Moby-Dick, I was struck by the ways in which an opera is really a lot like a "classic" novel. It's long. It’s epic."/> Thar She Sings: Making an Opera out of Moby-Dick — The Airship
By Manjula Martin

I'm no expert on opera. But after seeing the San Francisco Opera production of Moby-Dick, I was struck by the ways in which an opera is really a lot like a "classic" novel. It's long. It’s epic. There are moments of climax, followed by moments of pause that can grate on attention spans better attuned to YouTube. With operas, as with novels, you have to allow yourself to believe.

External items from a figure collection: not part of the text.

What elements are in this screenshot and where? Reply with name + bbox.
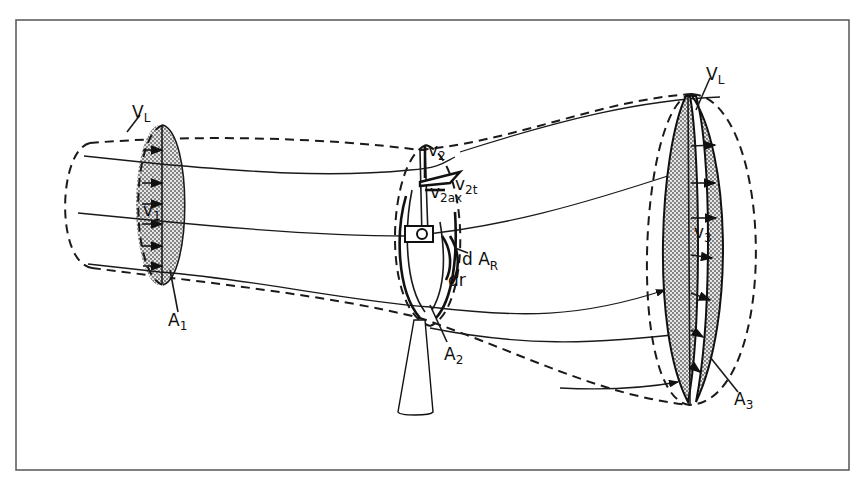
turbine-tower [398, 320, 433, 415]
label-vl-right: VL [706, 64, 725, 87]
label-dr: dr [448, 270, 466, 290]
label-v2: v2 [428, 140, 446, 163]
section-a3 [663, 96, 723, 404]
label-vl-left: VL [132, 102, 151, 125]
rotor-disk-a2 [395, 145, 460, 326]
label-a1: A1 [168, 310, 187, 333]
stream-tube-diagram: VL v1 A1 v2 v2t v2ax d AR dr A2 VL v3 A3 [0, 0, 860, 486]
label-a2: A2 [444, 344, 463, 367]
label-dar: d AR [462, 249, 498, 273]
label-a3: A3 [734, 389, 753, 412]
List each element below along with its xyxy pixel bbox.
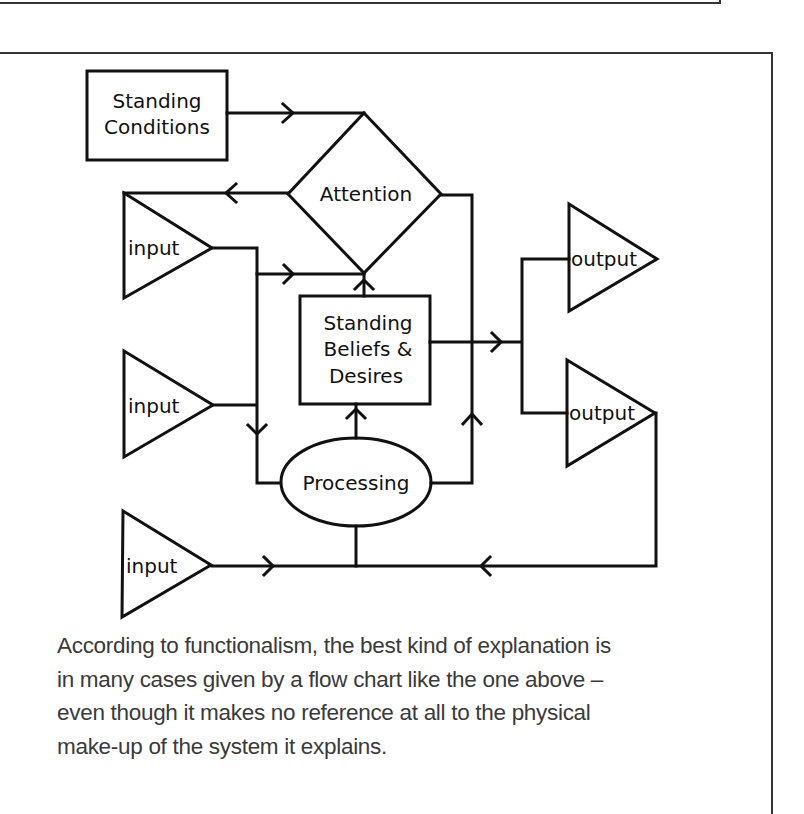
processing-node: Processing [281, 438, 431, 526]
caption-line-1: According to functionalism, the best kin… [57, 629, 757, 663]
output-node-2: output [567, 360, 655, 466]
input-node-1: input [124, 193, 212, 298]
output-label-1: output [571, 247, 637, 271]
standing-conditions-label-2: Conditions [104, 115, 210, 139]
edge-attention-to-input1 [124, 184, 288, 202]
edge-beliefs-to-outputs [430, 259, 569, 413]
output-label-2: output [569, 401, 635, 425]
caption-line-3: even though it makes no reference at all… [57, 696, 757, 730]
attention-label: Attention [320, 182, 412, 206]
edge-processing-to-beliefs [347, 404, 365, 438]
edge-output2-feedback [212, 413, 656, 575]
standing-conditions-node: Standing Conditions [87, 71, 227, 160]
beliefs-label-2: Beliefs & [324, 337, 413, 361]
attention-node: Attention [288, 113, 441, 273]
standing-conditions-label-1: Standing [112, 89, 201, 113]
edge-conditions-to-attention [227, 104, 364, 122]
input-label-1: input [128, 236, 180, 260]
beliefs-label-1: Standing [323, 311, 412, 335]
edge-beliefs-to-attention [355, 274, 373, 296]
input-node-3: input [122, 511, 273, 617]
input-label-2: input [128, 394, 180, 418]
beliefs-label-3: Desires [329, 364, 403, 388]
processing-label: Processing [303, 471, 410, 495]
input-node-2: input [124, 351, 256, 457]
caption-line-2: in many cases given by a flow chart like… [57, 663, 757, 697]
caption-line-4: make-up of the system it explains. [57, 730, 757, 764]
input-label-3: input [126, 554, 178, 578]
figure-caption: According to functionalism, the best kin… [57, 629, 757, 763]
output-node-1: output [569, 204, 657, 311]
edge-attention-right-loop [431, 195, 481, 483]
standing-beliefs-desires-node: Standing Beliefs & Desires [300, 296, 430, 404]
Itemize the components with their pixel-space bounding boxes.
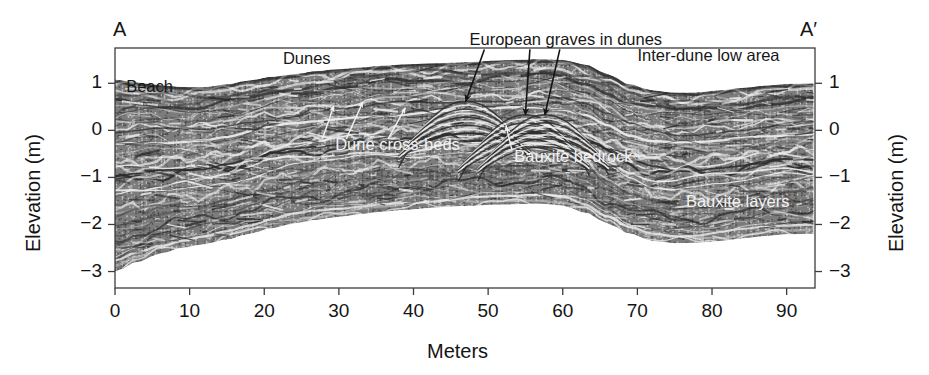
y-tick-label-right-3: −2 — [829, 212, 851, 234]
label-dunes: Dunes — [283, 49, 331, 68]
y-tick-label-right-4: −3 — [829, 260, 851, 282]
y-tick-label-left-0: 1 — [91, 71, 102, 93]
cross-section-end-label: A′ — [800, 18, 817, 41]
gpr-figure: A A′ Elevation (m) Elevation (m) Meters … — [0, 0, 929, 375]
y-tick-label-left-3: −2 — [80, 212, 102, 234]
x-tick-label-0: 0 — [110, 300, 121, 322]
x-tick-label-70: 70 — [627, 300, 648, 322]
y-tick-label-right-2: −1 — [829, 165, 851, 187]
label-beach: Beach — [126, 77, 173, 96]
label-dune-cross-beds: Dune cross-beds — [335, 135, 460, 154]
x-axis-title: Meters — [427, 340, 488, 363]
x-tick-label-30: 30 — [328, 300, 349, 322]
y-tick-label-left-1: 0 — [91, 118, 102, 140]
y-tick-label-right-1: 0 — [829, 118, 840, 140]
y-axis-title-right: Elevation (m) — [885, 134, 908, 252]
x-tick-label-50: 50 — [478, 300, 499, 322]
x-tick-label-10: 10 — [179, 300, 200, 322]
y-axis-title-left: Elevation (m) — [22, 134, 45, 252]
x-tick-label-80: 80 — [701, 300, 722, 322]
x-tick-label-60: 60 — [552, 300, 573, 322]
radar-section-band — [115, 59, 839, 275]
label-inter-dune-low-area: Inter-dune low area — [637, 46, 779, 65]
label-bauxite-layers: Bauxite layers — [686, 192, 790, 211]
cross-section-start-label: A — [113, 18, 126, 41]
label-bauxite-bedrock: Bauxite bedrock — [514, 147, 632, 166]
x-tick-label-20: 20 — [254, 300, 275, 322]
y-tick-label-left-4: −3 — [80, 260, 102, 282]
x-tick-label-90: 90 — [776, 300, 797, 322]
label-european-graves: European graves in dunes — [469, 30, 662, 49]
y-tick-label-left-2: −1 — [80, 165, 102, 187]
y-tick-label-right-0: 1 — [829, 71, 840, 93]
x-tick-label-40: 40 — [403, 300, 424, 322]
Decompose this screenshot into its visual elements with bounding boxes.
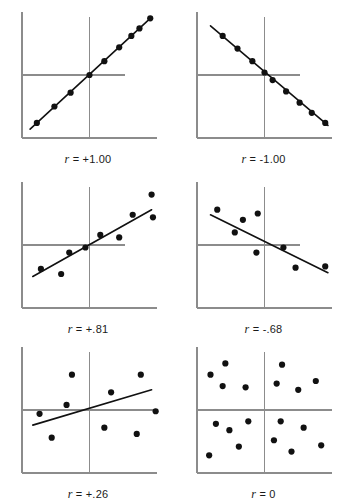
data-point: [213, 421, 219, 427]
data-point: [66, 249, 72, 255]
data-point: [220, 33, 226, 39]
data-point: [128, 33, 134, 39]
data-point: [67, 90, 73, 96]
r-value: +.26: [86, 488, 109, 500]
data-point: [322, 263, 328, 269]
r-relation: =: [259, 488, 266, 500]
data-point: [226, 427, 232, 433]
panel-label: r = -1.00: [241, 152, 285, 167]
scatter-svg: [16, 178, 161, 318]
plot-area: [191, 8, 336, 148]
r-symbol: r: [68, 487, 73, 501]
data-point: [313, 378, 319, 384]
r-value: -.68: [263, 323, 283, 335]
data-point: [101, 425, 107, 431]
data-point: [97, 232, 103, 238]
data-point: [222, 360, 228, 366]
data-point: [234, 45, 240, 51]
scatter-svg: [16, 343, 161, 483]
r-value: +1.00: [83, 153, 112, 165]
data-point: [82, 244, 88, 250]
data-point: [278, 418, 284, 424]
data-point: [48, 435, 54, 441]
r-symbol: r: [241, 152, 246, 166]
data-point: [37, 266, 43, 272]
scatter-svg: [16, 8, 161, 148]
data-point: [236, 443, 242, 449]
data-point: [214, 207, 220, 213]
data-point: [240, 217, 246, 223]
plot-area: [191, 178, 336, 318]
data-point: [86, 72, 92, 78]
scatter-panel: r = +.81: [0, 170, 176, 335]
data-point: [63, 402, 69, 408]
scatter-svg: [191, 178, 336, 318]
scatter-panel: r = +1.00: [0, 0, 176, 170]
scatter-svg: [191, 8, 336, 148]
plot-area: [16, 178, 161, 318]
r-symbol: r: [65, 152, 70, 166]
data-point: [270, 77, 276, 83]
r-relation: =: [73, 153, 80, 165]
data-point: [36, 411, 42, 417]
r-relation: =: [76, 323, 83, 335]
plot-area: [191, 343, 336, 483]
r-relation: =: [76, 488, 83, 500]
r-relation: =: [253, 323, 260, 335]
data-point: [51, 103, 57, 109]
data-point: [292, 265, 298, 271]
panel-label: r = +.26: [68, 487, 109, 502]
data-point: [279, 362, 285, 368]
regression-line: [32, 390, 151, 425]
scatter-panel: r = +.26: [0, 335, 176, 497]
r-value: +.81: [86, 323, 109, 335]
data-point: [232, 229, 238, 235]
data-point: [274, 380, 280, 386]
data-point: [280, 244, 286, 250]
data-point: [129, 212, 135, 218]
data-point: [220, 383, 226, 389]
data-point: [301, 425, 307, 431]
plot-area: [16, 343, 161, 483]
data-point: [245, 418, 251, 424]
panel-label: r = +1.00: [65, 152, 112, 167]
regression-line: [211, 215, 328, 273]
data-point: [295, 387, 301, 393]
data-point: [33, 120, 39, 126]
scatter-svg: [191, 343, 336, 483]
data-point: [318, 442, 324, 448]
data-point: [243, 384, 249, 390]
data-point: [255, 210, 261, 216]
data-point: [116, 234, 122, 240]
data-point: [207, 372, 213, 378]
data-point: [101, 58, 107, 64]
data-point: [322, 120, 328, 126]
data-point: [206, 452, 212, 458]
data-point: [152, 408, 158, 414]
data-point: [149, 214, 155, 220]
data-point: [261, 69, 267, 75]
data-point: [271, 437, 277, 443]
scatter-panel: r = 0: [176, 335, 351, 497]
r-symbol: r: [251, 487, 256, 501]
data-point: [249, 58, 255, 64]
r-symbol: r: [245, 322, 250, 336]
r-relation: =: [250, 153, 257, 165]
data-point: [133, 431, 139, 437]
data-point: [148, 192, 154, 198]
data-point: [309, 110, 315, 116]
r-value: 0: [269, 488, 275, 500]
data-point: [297, 100, 303, 106]
data-point: [68, 372, 74, 378]
data-point: [116, 44, 122, 50]
r-symbol: r: [68, 322, 73, 336]
scatter-panel: r = -.68: [176, 170, 351, 335]
regression-line: [32, 210, 151, 277]
data-point: [288, 448, 294, 454]
plot-area: [16, 8, 161, 148]
panel-label: r = 0: [251, 487, 275, 502]
data-point: [58, 271, 64, 277]
r-value: -1.00: [259, 153, 285, 165]
scatter-panel: r = -1.00: [176, 0, 351, 170]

Let’s check in on what we gain, what we lose, and how it all fits together onstage in this operatic Moby-Dick. (Not in the Bay Area? PBS will run it as part of Great Performances next spring.)

What we gain
Of course, opera is mostly about music. Jake Heggie’s score does the work that language does in a novel, imparting the weight and meaning of each character's experience in songs that are at times dissonant and at times peppered with pop sensibility. Gene Scheer’s libretto also manages to preserve the artfulness of Melville’s language while doing a pretty good job of keeping things moving. One exception: in the second act, there's a clumsy link to current-day politics with the line "We’ll plant our spears like our nation’s flag into the flesh of that terrorizing beast.”

What we lose
How does an opera portray a first-person narrative? Well, it largely doesn’t. In Moby-Dick, despite truly inventive staging, the wide-angle perspective of the proscenium is never breached (no pun intended). Instead of Ishmael serving as the reader’s tour guide and filter, he is merely a fellow traveler who goes by "Greenhorn" (in an astute twist, he doesn’t utter his famous line until the end of his journey). There are advantages to this: In Moby-Dick the opera, we’re allowed to go where Greenhorn can’t go, notably deeper inside Ahab and Starbuck’s relationship, but the necessity of Ishmael’s experience is muted once the narrative is removed from first-person.

What’s preserved
As in the book, the friendship between Ishmael/Greenhorn and Queeqeq is the heart of Moby-Dick; presented in the uber-traditional format of opera, it is lovely and refreshing to see two men sing a love duet. The opera also does immense justice to the boy Pip (portrayed by the only woman performer in the cast, Talise Trevigne). And the destruction of Pip’s innocence by the vanity of grown-up follies is heartbreaking and chilling when set to song.

What’s improved
When I first read Moby-Dick in high school English, my teacher had the class skip every chapter on whaling or seamanship. That’s about half of the novel. On one hand: Seriously? We’re skipping half the book? On the other hand, it does get kind of draggy when they’re talking about all the ropes and stuff. SF Opera’s adaptation brilliantly solves this "problem" with design elements. Light projections designed by Elaine McCarthy invoke constellations above a vast expanse of the sea, mimicking the aesthetic of nautical charts and drawings, which then morph into the shape of the Pequod. The stage itself is a maze of ropes and masts. Here, in the set and lighting design, is the physical world (and fake science) of Melville’s book, delivered in a way that heightens its relationship to the story.

The only place the stagecraft falls short is in portraying the actual whale, whom we never see and whose final confrontation with Ahab falls flat. Then again, the whale isn’t really the point ... right?